The Nowhere Place

Doctor Who: The Nowhere PlaceDoctor Who: The Nowhere PlaceAboard an Earth Empire carrier ship, an ace fighter jock is spooked when he hears a bell that he knows doesn’t belong to the 22nd century. Infuriated, his commanding officer has him pulled from flight rotation, at roughly the same time that the TARDIS materializes in her ship’s cargo bay. The Doctor, too, has heard the bell, but he has a better idea of where one might expect to hear that sound: on a passenger train in the 1950s, not at the edge of the solar system in 2197. When the Doctor admits that this realization terrifies him, Evelyn is concerned, and when the time travelers are caught investigating the ship, they’re held responsible for the increasing number of instances in which a member of the crew has nearly gone mad after hearing the bell. A mysterious door appears in the hold, a door which should lead directly into space without even so much as an airlock…and yet it doesn’t. As more of the carrier’s crew hear the bell, they are compelled to seek out the door and step through it, vanishing without a trace. The ship’s captain is prepared to summarily execute the Doctor, believing he is responsible for what must surely be an alien act of sabotage. But who’s behind the door, and who’s ringing the bell? And what ties this 22nd century crisis to a train in the 20th?

Order this CDwritten by Nicholas Briggs
directed by Nicholas Briggs
music by Nicholas Briggs

Cast: Colin Baker (The Doctor), Maggie Stables (Evelyn Smythe), Nicholas Briggs (Trevor Ridgely), Martha Cope (Captain Oswin), Stephen Critchlow (O’Keefe), Andrew Fettes (Master-at-Arms), John Killoran (Palmer), Benjamin Roddy (Operations), John Schwab (EXO Moore), Andrew Wisher (Armstrong), Philip Wolff (Hayman)

Notes: Two different covers were produced for this story, the artists being fans who submitted entries to Big Finish as part of an online contest to seek new artistic talent. The artwork of the Doctor and the strange door was designed by Simon Holub, who later went on to work steadily for Big Finish, and the artwork featuring the train was designed by William Cox.

Timeline: After Pier Pressure and before 100

LogBook entry and TheatEar review by Earl Green

Review: There’s a fascinating premise at the heart of The Nowhere Place, but sadly it gets lost under layers of weird things happening for weirdness’ own sake. The setting – at least the future military setting – is interesting enough (and seems to owe more than a little something to the revived Battlestar Galactica), and the performances carry things along nicely, but the fact that somewhere between one-third and one-half of episode four (which already runs well over the length of a normal 25-minute TV episode of the 1980s) is spent explaining everything that’s happened should’ve been a dead giveaway during pre-production that the story needed a bit of lucidity, rather than a fourth-quarter info-dump.

Doctor Who: The Nowhere PlaceThe crazy thing about that is that Nowhere Place comes from the pen of Nick Briggs who, when he’s not voicing the Daleks and Cybermen for the new TV series, shows a tendency to turn out frequently very good audio material (much of the Dalek Empire saga, Creatures Of Beauty, and so on). But anyone can misjudge a story in progress. Nowhere Place has gobs of atmosphere during its first two segments, but then it gets too strange for the sake of being strange…when it’s already plenty strange enough (what with being a Doctor Who story and all).

Another big problem with Nowhere Place is that it’s an example, having been released before the 2007 reformatting of the Big Finish audio adventures, of the audio stories simply running unnecessarily long. Nowhere Place wasn’t so densely packed with vital story information or even atmosphere that each episode had to run over 30 minutes – there’s nothing about the story that a little bit of editing TLC couldn’t have fixed, whether that means editing down for time, or a bit of story editing to buffer against the info-dump effect.

Not the best Doctor Who audio story, but certainly not the worst, either. Clear some time in your schedule, and good luck figuring it out before it gets explained to you in episode four.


EXERCISE:
Restate each entry exactly, without pictures.

***** TASK DATA

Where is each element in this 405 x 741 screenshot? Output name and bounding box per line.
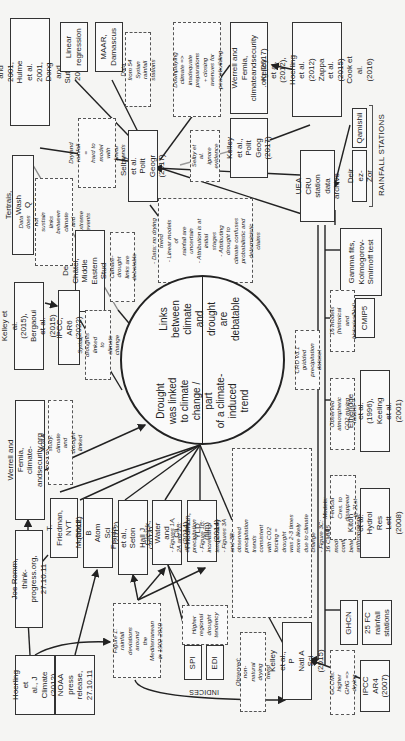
etheridge-box: Etheridge et al. (1996), Keeling et al. … <box>360 370 390 452</box>
higher-regional-note: Higher regional drought tendency <box>182 605 228 645</box>
indices-label: INDICES <box>182 686 226 698</box>
rainfall-stations-label: RAINFALL STATIONS <box>374 105 388 205</box>
gccms-note: GCCMs: higher GHG => drying <box>330 650 355 715</box>
rainfall-stations-bracket <box>369 105 373 207</box>
data-no-drying-text: - Data: no drying trend - Linear models … <box>150 217 262 264</box>
syrian-droughts-note: Syrian droughts linked to climate change <box>85 310 111 380</box>
kelley-pnas-box: Kelley et al., P Natl A Sci (2015) <box>282 622 312 700</box>
kelley-2012-box: Kelley et al. (2012), Hoerling et al. (2… <box>292 22 342 117</box>
cru-gridded-note: CRU v3.1 gridded precipitation dataset <box>295 330 320 390</box>
data-not-sustain-note: Data does not sustain links between clim… <box>35 178 73 266</box>
uea-cru-box: UEA CRU station data archive <box>300 150 335 222</box>
selby-box: Selby et al. Polit Geogr (2017) <box>128 130 158 202</box>
werrell-2012-box: Werrell and Femia, climate- andsecurity.… <box>15 400 45 520</box>
linear-regression-text: Linear regression <box>64 28 83 65</box>
qamishli-text: Qamishli <box>355 112 365 143</box>
gamma-fits-text: Gamma fits, Kolmogorov- Smirnoff test <box>347 239 376 284</box>
kelley-2012-text: Kelley et al. (2012), Hoerling et al. (2… <box>259 55 374 85</box>
sixteen-models-note: 16 models (historical and historicalNat) <box>330 290 355 352</box>
selby-ignore-note: Selby et al. ignore evidence <box>190 130 220 182</box>
fc-stations-box: 25 FC rainfall stations <box>362 600 392 645</box>
deir-ez-zor-box[interactable]: Deir ez-Zor <box>352 150 367 202</box>
ipcc-ar4-box: IPCC AR4 (2007) <box>360 660 390 712</box>
hulme-box: Hulme 1996 and 2001, Hulme et al. 2001, … <box>10 18 50 126</box>
spi-box: SPI <box>184 645 202 680</box>
figures-note: - Figures 1A, 2A and 2B: decreasing prec… <box>232 448 312 618</box>
ghcn-box: GHCN <box>340 600 358 645</box>
tertrais-box: Tertrais, Wash Q (2011) <box>12 155 34 255</box>
data-54-syrian-text: Data from 54 Syrian rainfall stations <box>119 59 156 80</box>
hoerling-2012-box: Hoerling et al., J Climate (2012) <box>15 655 55 715</box>
kelley-2017-box: Kelley et al., Polit Geog (2017) <box>230 118 268 178</box>
qamishli-box[interactable]: Qamishli <box>352 108 367 148</box>
kelley-2017-text: Kelley et al., Polit Geog (2017) <box>225 136 273 159</box>
noaa-press-box: NOAA press release, 27.10.11 <box>55 655 95 715</box>
edi-box: EDI <box>206 645 224 680</box>
gamma-fits-box: Gamma fits, Kolmogorov- Smirnoff test <box>340 228 382 296</box>
maar-text: MAAR, Damascus <box>99 28 118 66</box>
joe-romm-box: Joe Romm, think- progress.org, 27.10.11 <box>15 530 43 628</box>
kitoh-box: Kitoh et al. Hydrol Res Lett (2008) <box>360 488 390 558</box>
links-debatable-text-area: Links between climate and drought are de… <box>175 280 225 358</box>
selby-ignore-text: Selby et al. ignore evidence <box>190 144 220 169</box>
figure1-rainfall-note: Figure 1: rainfall deviations around the… <box>113 603 161 678</box>
climate-drought-debatable-note: Climate-drought links are debatable <box>110 232 135 302</box>
data-no-drying-note: - Data: no drying trend - Linear models … <box>158 198 253 283</box>
linear-regression-box: Linear regression <box>60 22 88 72</box>
drought-linked-text-area: Drought was linked to climate change / p… <box>145 362 260 440</box>
data-54-syrian-note: Data from 54 Syrian rainfall stations <box>125 32 151 107</box>
climate-drought-diagram: Hulme 1996 and 2001, Hulme et al. 2001, … <box>0 0 405 741</box>
observed-non-natural-note: Observed: non- natural drying trend <box>240 632 266 712</box>
noaa-study-note: NOAA study: climate and drought linked <box>48 400 73 485</box>
selby-text: Selby et al. Polit Geogr (2017) <box>119 154 167 177</box>
kelley-2015-bergaoui-box: Kelley et al. (2015), Bergaoui et al. (2… <box>14 282 44 370</box>
dryland-note: Dryland rainfall = hard to model with li… <box>78 118 116 188</box>
uea-cru-text: UEA CRU station data archive <box>294 173 342 199</box>
dryland-text: Dryland rainfall = hard to model with li… <box>67 142 127 163</box>
downplaying-note: Downplaying climate => inadequate prepar… <box>173 22 221 117</box>
downplaying-text: Downplaying climate => inadequate prepar… <box>171 50 223 88</box>
cmip5-box: CMIP5 <box>355 298 375 338</box>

**********

THE COMPLETED TASK:
Where is each element in this 405 x 741 screenshot? Output name and bounding box per line.
etheridge-box: Etheridge et al. (1996), Keeling et al. … <box>360 370 390 452</box>
higher-regional-note: Higher regional drought tendency <box>182 605 228 645</box>
indices-label: INDICES <box>182 686 226 698</box>
rainfall-stations-label: RAINFALL STATIONS <box>374 105 388 205</box>
gccms-note: GCCMs: higher GHG => drying <box>330 650 355 715</box>
rainfall-stations-bracket <box>369 105 373 207</box>
data-no-drying-text: - Data: no drying trend - Linear models … <box>150 217 262 264</box>
syrian-droughts-note: Syrian droughts linked to climate change <box>85 310 111 380</box>
kelley-pnas-box: Kelley et al., P Natl A Sci (2015) <box>282 622 312 700</box>
kelley-2012-box: Kelley et al. (2012), Hoerling et al. (2… <box>292 22 342 117</box>
cru-gridded-note: CRU v3.1 gridded precipitation dataset <box>295 330 320 390</box>
data-not-sustain-note: Data does not sustain links between clim… <box>35 178 73 266</box>
uea-cru-box: UEA CRU station data archive <box>300 150 335 222</box>
selby-box: Selby et al. Polit Geogr (2017) <box>128 130 158 202</box>
werrell-2012-box: Werrell and Femia, climate- andsecurity.… <box>15 400 45 520</box>
linear-regression-text: Linear regression <box>64 28 83 65</box>
qamishli-text: Qamishli <box>355 112 365 143</box>
gamma-fits-text: Gamma fits, Kolmogorov- Smirnoff test <box>347 239 376 284</box>
kelley-2012-text: Kelley et al. (2012), Hoerling et al. (2… <box>259 55 374 85</box>
sixteen-models-note: 16 models (historical and historicalNat) <box>330 290 355 352</box>
selby-ignore-note: Selby et al. ignore evidence <box>190 130 220 182</box>
fc-stations-box: 25 FC rainfall stations <box>362 600 392 645</box>
deir-ez-zor-box[interactable]: Deir ez-Zor <box>352 150 367 202</box>
ipcc-ar4-box: IPCC AR4 (2007) <box>360 660 390 712</box>
hulme-box: Hulme 1996 and 2001, Hulme et al. 2001, … <box>10 18 50 126</box>
spi-box: SPI <box>184 645 202 680</box>
figures-note: - Figures 1A, 2A and 2B: decreasing prec… <box>232 448 312 618</box>
ghcn-box: GHCN <box>340 600 358 645</box>
tertrais-box: Tertrais, Wash Q (2011) <box>12 155 34 255</box>
data-54-syrian-text: Data from 54 Syrian rainfall stations <box>119 59 156 80</box>
hoerling-2012-box: Hoerling et al., J Climate (2012) <box>15 655 55 715</box>
kelley-2017-box: Kelley et al., Polit Geog (2017) <box>230 118 268 178</box>
qamishli-box[interactable]: Qamishli <box>352 108 367 148</box>
kelley-2017-text: Kelley et al., Polit Geog (2017) <box>225 136 273 159</box>
noaa-press-box: NOAA press release, 27.10.11 <box>55 655 95 715</box>
edi-box: EDI <box>206 645 224 680</box>
gamma-fits-box: Gamma fits, Kolmogorov- Smirnoff test <box>340 228 382 296</box>
maar-text: MAAR, Damascus <box>99 28 118 66</box>
joe-romm-box: Joe Romm, think- progress.org, 27.10.11 <box>15 530 43 628</box>
kitoh-box: Kitoh et al. Hydrol Res Lett (2008) <box>360 488 390 558</box>
links-debatable-text-area: Links between climate and drought are de… <box>175 280 225 358</box>
selby-ignore-text: Selby et al. ignore evidence <box>190 144 220 169</box>
figure1-rainfall-note: Figure 1: rainfall deviations around the… <box>113 603 161 678</box>
climate-drought-debatable-note: Climate-drought links are debatable <box>110 232 135 302</box>
data-no-drying-note: - Data: no drying trend - Linear models … <box>158 198 253 283</box>
linear-regression-box: Linear regression <box>60 22 88 72</box>
drought-linked-text-area: Drought was linked to climate change / p… <box>145 362 260 440</box>
data-54-syrian-note: Data from 54 Syrian rainfall stations <box>125 32 151 107</box>
climate-drought-diagram: Hulme 1996 and 2001, Hulme et al. 2001, … <box>0 0 405 741</box>
observed-non-natural-note: Observed: non- natural drying trend <box>240 632 266 712</box>
noaa-study-note: NOAA study: climate and drought linked <box>48 400 73 485</box>
selby-text: Selby et al. Polit Geogr (2017) <box>119 154 167 177</box>
kelley-2015-bergaoui-box: Kelley et al. (2015), Bergaoui et al. (2… <box>14 282 44 370</box>
dryland-note: Dryland rainfall = hard to model with li… <box>78 118 116 188</box>
uea-cru-text: UEA CRU station data archive <box>294 173 342 199</box>
dryland-text: Dryland rainfall = hard to model with li… <box>67 142 127 163</box>
downplaying-note: Downplaying climate => inadequate prepar… <box>173 22 221 117</box>
downplaying-text: Downplaying climate => inadequate prepar… <box>171 50 223 88</box>
cmip5-box: CMIP5 <box>355 298 375 338</box>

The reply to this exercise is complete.